Thursday, May 14, 2015 by Caleb Pritchard

A memorandum prepared by City of Austin staff reveals that a potential plan to expand health insurance coverage to temporary and contract employees could cost close to $13 million.

Human Resources and Civil Service Director Mark Washington sent the memo to Mayor Steve Adler and City Council members May 6 in response to a resolution passed in February.

That resolution, sponsored by District 5 Council Member Ann Kitchen, instructed staff to prepare an estimate of the cost of expanding health coverage to all city employees not currently eligible for city-sponsored insurance.

Covering the city’s nearly 2,000 temporary and contract workers as individuals would cost the city roughly $12.9 million, based on this year’s cost of coverage.

That number could render the plan stillborn given the significant cuts Council is considering in order to pay for shortfalls created by Adler’s signature 20 percent homestead exemption proposal. That tax cut could carve out a $32.5 million hole in the budget at the forecast tax rate if it is implemented all at once.

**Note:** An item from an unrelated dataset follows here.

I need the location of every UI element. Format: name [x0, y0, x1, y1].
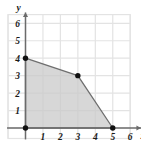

Kitchen’s policy aide, Ken Craig, told the Austin Monitor on Tuesday that the health insurance expansion is still very much in the formative stages. He said it is right now just on a “fact-finding level.”

“We were trying to get a handle on what the costs would be,” Craig said. “The next part is asking: Are there savings to be had as a community by including people who would otherwise be uninsured?”

Craig indicated that he does not expect the cost of coverage expansion to factor into the city budget discussions that are currently picking up steam.

“One of the things we wanted is to not to be forced into traditional trade-offs,” he said. “I’m not ready to say this is too expensive or imminently doable, and not sure (Kitchen) would say that either.”

Adding more fog to the fate of the plan: Washington’s memo was merely an update on ongoing research. It declares that staff will deliver the final results to Council on May 27, a full 30 days after the deadline called for in the original resolution — which does not appear to include language granting staff an optional extension. Washington did not respond to a request for an interview.

The memo did reveal that expanding the city’s medical plan would put Austin in an exclusive category. According to Washington, staff researchers surveyed 22 other public sector employers in Texas to gather benchmark comparisons. While the memo leaves out the complete list, it does mention that only Fort Worth extends coverage to temporary employees, with the requirement that they have one full year of service under their belts and work more than 30 hours a week.

None of the responding government employers insure contract workers, but the City of Houston requires certain contractors to either provide their own coverage or “pay $150 per month, per employee, to offset the cost of providing health care to uninsured residents of Houston/Harris County.”

The final report is being prepared by the Human Resources Department, the Austin Health and Human Services Department and Austin-Travis County Emergency Medical Services.

This story has been corrected. Originally, it said that providing insurance could cost close to $16 million, not $13 million.